Monday, July 13, 2015

Duty. Something I was reminded of this weekend as someone gently chided me for "wasting time" trying to raise money for LFA.

As I was taking a bit of a tongue lashing from a concerned friend for taxing my strength by even being at the show, I was leafing through the aforementioned copy of Fehrenbach's This Kind of War. While I was trying to explain the necessity of being there and trying (albeit failing) to raise said funds for the Washington state fight, this Churchill quote from a speech he gave at Rochester NY in 1941 that Fehrenbach uses as a chapter header leapt out at me.
The destiny of mankind is not decided by material computation. When great causes are on the move in the world . . . we learn that we are spirits, not animals, and that something is going on in space and time, and beyond space and time, which, whether we like it or not, spells duty.
Churchill, for all his faults, certainly understood the essential things.
Of course, I didn't mention Churchill to my concerned friend. I just smiled and took the tongue lashing like a man. It is the stubborn Dutchman in me, I suppose.

3 comments:

Anonymous said...

Duty. Honor. Country.

Three words that globalist progressives never want to hear.

j said...

but keep in mind that suicide by intentionally demanding more of the earthly body than it can give, is neither noble nor profitable to those whom you serve. No matter how honorable the intent, or how just the cause, the death of a leader deprives many of his voice, his wisdom and the encouragement of his presence. Let us remember - as Saint Francis of Assisi learned - that our body is not our own, to mistreat or neglect. Praying for you, dear brother. God be with you always.

Anonymous said...

Some perspective on Churchill:

The Real Churchill
https://mises.org/library/real-churchill

"Churchill made a name for himself as an opponent of socialism both before and after the First World War, except during the war when he was a staunch promoter of war socialism, declaring in a speech: "Our whole nation must be organized, must be socialized if you like the word." Of course, such rank hypocrisy was by now Churchill's stock-in-trade, and not surprisingly, during the 1945 election, Churchill described his partners in the national unity government, the Labour Party, as totalitarians, when it was Churchill himself who had accepted the infamous Beveridge Report that laid the foundations for the post-war welfare state and Keynesian (mis)management of the economy.

As Mises wrote in 1950, "It is noteworthy to remember that British socialism was not an achievement of Mr. Attlee's Labor Government, but of the war cabinet of Mr. Winston Churchill." ..."

"... Churchill had fallen under the spell of the Fabian Society, and its leaders Beatrice and Sidney Webb, who more than any other group, are responsible for the decline of British society."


▶ Work task: Reproduce every record below word for word and include no pictures.

▶ The records:
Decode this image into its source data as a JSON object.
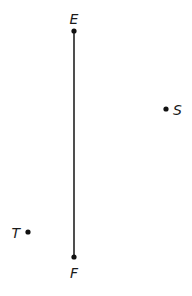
{
  "diagram": {
    "segment": {
      "from": "E",
      "to": "F",
      "color": "#222222"
    },
    "points": [
      {
        "id": "E",
        "label": "E",
        "x": 74,
        "y": 31,
        "lx": 74,
        "ly": 24,
        "anchor": "middle"
      },
      {
        "id": "F",
        "label": "F",
        "x": 74,
        "y": 257,
        "lx": 74,
        "ly": 278,
        "anchor": "middle"
      },
      {
        "id": "S",
        "label": "S",
        "x": 166,
        "y": 109,
        "lx": 173,
        "ly": 115,
        "anchor": "start"
      },
      {
        "id": "T",
        "label": "T",
        "x": 28,
        "y": 232,
        "lx": 20,
        "ly": 238,
        "anchor": "end"
      }
    ]
  }
}
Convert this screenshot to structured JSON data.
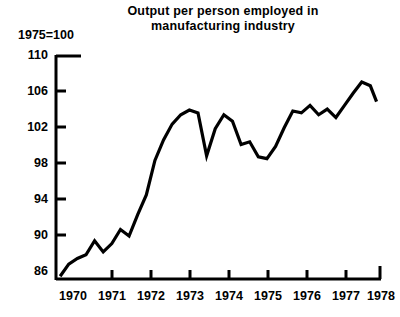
{
  "chart_data": {
    "type": "line",
    "title": "Output per person employed in manufacturing industry",
    "title_lines": [
      "Output per person employed in",
      "manufacturing industry"
    ],
    "index_note": "1975=100",
    "xlabel": "",
    "ylabel": "1975=100",
    "ylim": [
      86,
      110
    ],
    "xlim": [
      1969.5,
      1978.9
    ],
    "yticks": [
      110,
      106,
      102,
      98,
      94,
      90,
      86
    ],
    "ytick_labels": [
      "110",
      "106",
      "102",
      "98",
      "94",
      "90",
      "86"
    ],
    "xticks": [
      1970,
      1971,
      1972,
      1973,
      1974,
      1975,
      1976,
      1977,
      1978
    ],
    "xtick_labels": [
      "1970",
      "1971",
      "1972",
      "1973",
      "1974",
      "1975",
      "1976",
      "1977",
      "1978"
    ],
    "grid": false,
    "legend": "none",
    "line_color": "#000000",
    "series": [
      {
        "name": "Output per person employed",
        "x": [
          1969.62,
          1969.87,
          1970.12,
          1970.37,
          1970.62,
          1970.87,
          1971.12,
          1971.37,
          1971.62,
          1971.87,
          1972.12,
          1972.37,
          1972.62,
          1972.87,
          1973.12,
          1973.37,
          1973.62,
          1973.87,
          1974.12,
          1974.37,
          1974.62,
          1974.87,
          1975.12,
          1975.37,
          1975.62,
          1975.87,
          1976.12,
          1976.37,
          1976.62,
          1976.87,
          1977.12,
          1977.37,
          1977.62,
          1977.87,
          1978.12,
          1978.37,
          1978.62,
          1978.8
        ],
        "values": [
          86.3,
          87.6,
          88.2,
          88.6,
          90.1,
          88.9,
          89.8,
          91.3,
          90.6,
          92.9,
          95.0,
          98.7,
          100.9,
          102.6,
          103.6,
          104.1,
          103.8,
          99.2,
          102.1,
          103.6,
          102.9,
          100.4,
          100.7,
          99.1,
          98.9,
          100.2,
          102.2,
          104.0,
          103.8,
          104.6,
          103.6,
          104.2,
          103.3,
          104.6,
          105.9,
          107.1,
          106.7,
          105.0
        ]
      }
    ]
  },
  "axes": {
    "tick_marks": "outward",
    "top_cap_label": "110"
  }
}
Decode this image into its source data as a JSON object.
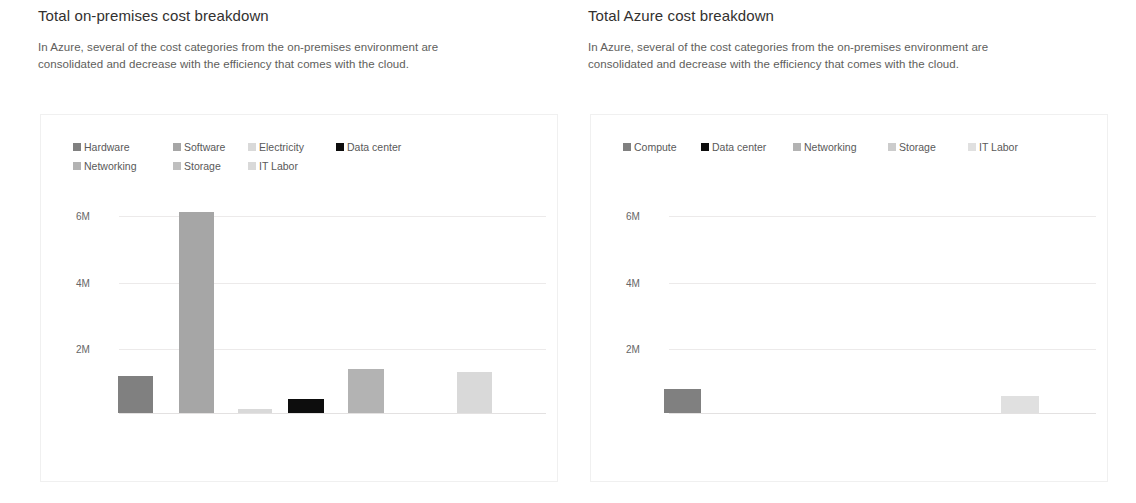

▶ Reply to the task:
Decode this image into its source data as a JSON object.
{
  "diagram": {
    "segment": {
      "from": "E",
      "to": "F",
      "color": "#222222"
    },
    "points": [
      {
        "id": "E",
        "label": "E",
        "x": 74,
        "y": 31,
        "lx": 74,
        "ly": 24,
        "anchor": "middle"
      },
      {
        "id": "F",
        "label": "F",
        "x": 74,
        "y": 257,
        "lx": 74,
        "ly": 278,
        "anchor": "middle"
      },
      {
        "id": "S",
        "label": "S",
        "x": 166,
        "y": 109,
        "lx": 173,
        "ly": 115,
        "anchor": "start"
      },
      {
        "id": "T",
        "label": "T",
        "x": 28,
        "y": 232,
        "lx": 20,
        "ly": 238,
        "anchor": "end"
      }
    ]
  }
}
Convert this screenshot to structured JSON data.
{
  "chart_data": {
    "type": "line",
    "title": "Output per person employed in manufacturing industry",
    "title_lines": [
      "Output per person employed in",
      "manufacturing industry"
    ],
    "index_note": "1975=100",
    "xlabel": "",
    "ylabel": "1975=100",
    "ylim": [
      86,
      110
    ],
    "xlim": [
      1969.5,
      1978.9
    ],
    "yticks": [
      110,
      106,
      102,
      98,
      94,
      90,
      86
    ],
    "ytick_labels": [
      "110",
      "106",
      "102",
      "98",
      "94",
      "90",
      "86"
    ],
    "xticks": [
      1970,
      1971,
      1972,
      1973,
      1974,
      1975,
      1976,
      1977,
      1978
    ],
    "xtick_labels": [
      "1970",
      "1971",
      "1972",
      "1973",
      "1974",
      "1975",
      "1976",
      "1977",
      "1978"
    ],
    "grid": false,
    "legend": "none",
    "line_color": "#000000",
    "series": [
      {
        "name": "Output per person employed",
        "x": [
          1969.62,
          1969.87,
          1970.12,
          1970.37,
          1970.62,
          1970.87,
          1971.12,
          1971.37,
          1971.62,
          1971.87,
          1972.12,
          1972.37,
          1972.62,
          1972.87,
          1973.12,
          1973.37,
          1973.62,
          1973.87,
          1974.12,
          1974.37,
          1974.62,
          1974.87,
          1975.12,
          1975.37,
          1975.62,
          1975.87,
          1976.12,
          1976.37,
          1976.62,
          1976.87,
          1977.12,
          1977.37,
          1977.62,
          1977.87,
          1978.12,
          1978.37,
          1978.62,
          1978.8
        ],
        "values": [
          86.3,
          87.6,
          88.2,
          88.6,
          90.1,
          88.9,
          89.8,
          91.3,
          90.6,
          92.9,
          95.0,
          98.7,
          100.9,
          102.6,
          103.6,
          104.1,
          103.8,
          99.2,
          102.1,
          103.6,
          102.9,
          100.4,
          100.7,
          99.1,
          98.9,
          100.2,
          102.2,
          104.0,
          103.8,
          104.6,
          103.6,
          104.2,
          103.3,
          104.6,
          105.9,
          107.1,
          106.7,
          105.0
        ]
      }
    ]
  },
  "axes": {
    "tick_marks": "outward",
    "top_cap_label": "110"
  }
}
Decode this image into its source data as a JSON object.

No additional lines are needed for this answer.